The clock strikes 10 p.m. and the girl in the room next door is still practicing Wieniawski. The cabin walls are so thin that I can hear every note. This is her last of seven intense hours today of violin practice.
This summer, I took a hiatus from life on the eternal hamster wheel. Far away from my pursuit of a well-rounded skill set at City High, and my desire to be good–or at least proficient–at seven subjects, I was reminded that in each domain exists a depthless challenge, the possibility for profound growth and knowledge and skill, beyond test scores and grades and what is assigned in a class with a structure that will always be finite.
Starting in late June, I spent seven weeks at Meadowmount School of Music, an intensive camp for string players in the Adirondack Mountains of Upstate New York. Located near a town so small that the coffee shop only opens for four hours per week, this summer camp is unique in its focus on solo string repertoire and development. Students are required to practice individually for five hours every day.
Meadowmount’s campus is comprised of primitive cabins scattered around a winding dirt road in the middle of the woods. I could not walk down this road at any time of the day without hearing music emanate from the cabins. The camp is proud to state that it has not seen fundamental structural changes since its founding in 1944. I had no air conditioning in my cabin and my showers turned off after approximately five minutes. Following camp policies designed to promote an environment of total focus and concentration, I did not use electronic devices for most of the day.
This stringent “summer break” gave me the opportunity to engage in an activity in a way that is impossible to do during the school year. Violin is a skill that requires tens of thousands of hours of dedicated practice in order for the musician to reach a high level. In my seven weeks at Meadowmount, I worked, breathed, and dreamed violin–and as a result, I improved profoundly.
In the classroom, the best possible grade is 100%. This means that in school, the possibility for growth and improvement is finite, and so is the mindset with regards to growth. A student who earns 95% in a class only has 5% more that they could improve, even if the topic taught in the class has infinite possibilities. School academics only manage to scratch the surface of what could be learned in a field.
By contrast, in the world of violin, no one–and I mean no one–ever reaches 100%. Even professional soloists, of which there are very few, work day after day to improve their technique, their artistry, and their ability to listen to themselves and change what they want to improve. The nature of classroom learning limits students to thinking only about what they must do to earn good grades, instead of considering what they could do to be the best they could possibly be in a domain. Why should I be satisfied with earning “good grades,” when I could choose my own individual challenges?
The point of putting sincere, consistent effort into a skill, year after year, is not to achieve a final goal, but to engage in an eternal pursuit. I will never be as good a violinist as I want to be, and that is the point. To quote one of my most inspiring teachers, “I will die long before I reach my goal.”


▶ **Try it**
Below are records; work out how many of their lines hold the string "boxes" and give that number alone.

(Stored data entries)

------------

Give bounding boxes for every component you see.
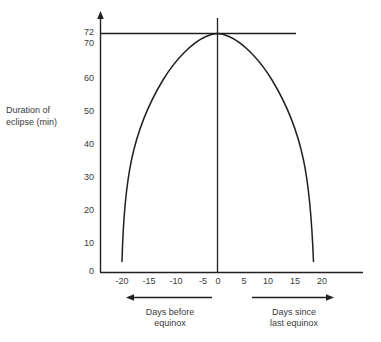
chart-plot-area xyxy=(0,0,381,342)
days-before-equinox-label: Days before equinox xyxy=(118,307,222,329)
y-tick-label-72: 72 xyxy=(72,27,94,38)
x-tick-label-minus-10: -10 xyxy=(165,276,187,287)
y-tick-label-10: 10 xyxy=(72,238,94,249)
x-tick-label-minus-20: -20 xyxy=(111,276,133,287)
x-tick-label-20: 20 xyxy=(311,276,333,287)
days-before-equinox-label-line-1: Days before xyxy=(118,307,222,318)
y-axis-arrowhead xyxy=(97,11,104,19)
days-since-equinox-arrowhead xyxy=(326,294,334,300)
days-since-equinox-label-line-2: last equinox xyxy=(242,318,346,329)
y-tick-label-20: 20 xyxy=(72,205,94,216)
y-tick-label-70: 70 xyxy=(72,38,94,49)
x-tick-label-15: 15 xyxy=(284,276,306,287)
x-tick-label-10: 10 xyxy=(257,276,279,287)
y-tick-label-40: 40 xyxy=(72,139,94,150)
days-before-equinox-arrowhead xyxy=(126,294,134,300)
days-since-equinox-label: Days since last equinox xyxy=(242,307,346,329)
days-since-equinox-label-line-1: Days since xyxy=(242,307,346,318)
y-tick-label-30: 30 xyxy=(72,172,94,183)
x-tick-label-5: 5 xyxy=(233,276,255,287)
x-tick-label-0: 0 xyxy=(207,276,229,287)
x-tick-label-minus-15: -15 xyxy=(138,276,160,287)
y-tick-label-0: 0 xyxy=(72,266,94,277)
y-axis-title-line-2: eclipse (min) xyxy=(6,116,92,128)
y-tick-label-50: 50 xyxy=(72,106,94,117)
y-tick-label-60: 60 xyxy=(72,73,94,84)
eclipse-duration-chart: Duration of eclipse (min) 0 10 20 30 40 … xyxy=(0,0,381,342)
days-before-equinox-label-line-2: equinox xyxy=(118,318,222,329)
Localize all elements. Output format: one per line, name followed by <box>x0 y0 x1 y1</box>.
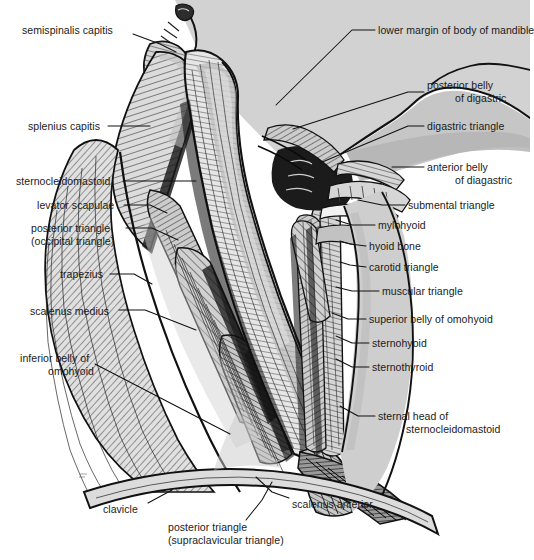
label-text: splenius capitis <box>28 120 100 132</box>
label-levator-scapulae: levator scapulae <box>37 199 114 212</box>
label-anterior-belly-of-digastric: anterior bellyof diagastric <box>427 161 512 186</box>
label-muscular-triangle: muscular triangle <box>382 285 463 298</box>
label-text: inferior belly of <box>20 352 89 364</box>
label-text: sternal head of <box>378 410 448 422</box>
label-text-line2: sternocleidomastoid <box>378 423 500 436</box>
label-text: submental triangle <box>408 199 495 211</box>
label-sternohyoid: sternohyoid <box>372 337 427 350</box>
label-text: sternohyoid <box>372 337 427 349</box>
label-clavicle: clavicle <box>103 503 138 516</box>
label-text: anterior belly <box>427 161 488 173</box>
label-sternothyroid: sternothyroid <box>372 361 433 374</box>
label-text-line2: omohyoid <box>20 365 94 378</box>
label-text: posterior belly <box>427 79 493 91</box>
label-posterior-belly-of-digastric: posterior bellyof digastric <box>427 79 506 104</box>
label-text: hyoid bone <box>369 240 421 252</box>
label-text: scalenus anterior <box>292 498 373 510</box>
label-text: trapezius <box>60 268 103 280</box>
label-text: sternocleidomastoid <box>16 175 110 187</box>
label-text: muscular triangle <box>382 285 463 297</box>
label-digastric-triangle: digastric triangle <box>427 120 504 133</box>
label-text: sternothyroid <box>372 361 433 373</box>
label-scalenus-medius: scalenus medius <box>30 305 109 318</box>
label-carotid-triangle: carotid triangle <box>369 261 439 274</box>
label-splenius-capitis: splenius capitis <box>28 120 100 133</box>
label-scalenus-anterior: scalenus anterior <box>292 498 373 511</box>
label-text: semispinalis capitis <box>22 24 113 36</box>
label-superior-belly-of-omohyoid: superior belly of omohyoid <box>369 313 493 326</box>
label-text-line2: of digastric <box>427 92 506 105</box>
label-text-line2: (occipital triangle) <box>31 235 114 248</box>
label-sternocleidomastoid: sternocleidomastoid <box>16 175 110 188</box>
label-text: posterior triangle <box>168 521 247 533</box>
label-text: mylohyoid <box>378 219 426 231</box>
label-text-line2: of diagastric <box>427 174 512 187</box>
label-mylohyoid: mylohyoid <box>378 219 426 232</box>
label-sternal-head-of-sternocleidomastoid: sternal head ofsternocleidomastoid <box>378 410 500 435</box>
label-text: lower margin of body of mandible <box>378 24 534 36</box>
label-text: scalenus medius <box>30 305 109 317</box>
label-lower-margin-of-body-of-mandible: lower margin of body of mandible <box>378 24 534 37</box>
label-text: carotid triangle <box>369 261 439 273</box>
label-text: digastric triangle <box>427 120 504 132</box>
label-text: posterior triangle <box>31 222 110 234</box>
label-text: clavicle <box>103 503 138 515</box>
label-text: superior belly of omohyoid <box>369 313 493 325</box>
label-semispinalis-capitis: semispinalis capitis <box>22 24 113 37</box>
label-text: levator scapulae <box>37 199 114 211</box>
label-posterior-triangle-occipital: posterior triangle(occipital triangle) <box>31 222 114 247</box>
label-hyoid-bone: hyoid bone <box>369 240 421 253</box>
label-text-line2: (supraclavicular triangle) <box>168 534 284 547</box>
label-trapezius: trapezius <box>60 268 103 281</box>
label-inferior-belly-of-omohyoid: inferior belly ofomohyoid <box>20 352 94 377</box>
label-submental-triangle: submental triangle <box>408 199 495 212</box>
label-posterior-triangle-supraclavicular: posterior triangle(supraclavicular trian… <box>168 521 284 546</box>
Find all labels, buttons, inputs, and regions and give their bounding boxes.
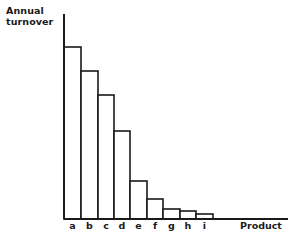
x-tick-label-f: f — [147, 220, 163, 231]
x-tick-label-i: i — [197, 220, 213, 231]
bar-f — [147, 199, 163, 219]
x-tick-label-a: a — [65, 220, 81, 231]
x-tick-label-e: e — [131, 220, 147, 231]
bar-a — [64, 47, 81, 219]
x-tick-label-g: g — [164, 220, 180, 231]
bar-h — [180, 211, 196, 219]
bar-g — [163, 209, 180, 219]
bar-b — [81, 71, 98, 219]
x-tick-label-d: d — [114, 220, 130, 231]
x-axis-label: Product — [240, 220, 282, 231]
x-tick-label-h: h — [180, 220, 196, 231]
bar-d — [114, 131, 130, 219]
bar-chart — [0, 0, 295, 236]
x-tick-label-b: b — [82, 220, 98, 231]
bar-c — [98, 95, 114, 219]
bar-e — [130, 181, 147, 219]
x-tick-label-c: c — [98, 220, 114, 231]
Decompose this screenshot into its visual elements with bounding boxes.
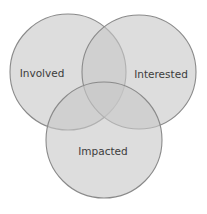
interested-label: Interested [134, 68, 188, 80]
impacted-label: Impacted [78, 145, 127, 157]
impacted-circle [46, 82, 162, 198]
involved-label: Involved [20, 67, 65, 79]
venn-diagram: Involved Interested Impacted [0, 0, 207, 214]
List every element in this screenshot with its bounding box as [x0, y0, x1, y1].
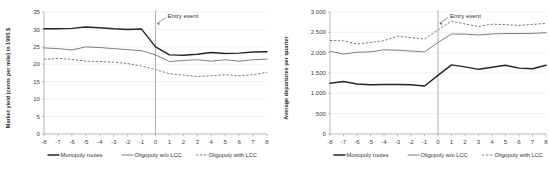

------------

▶ **Reply**
3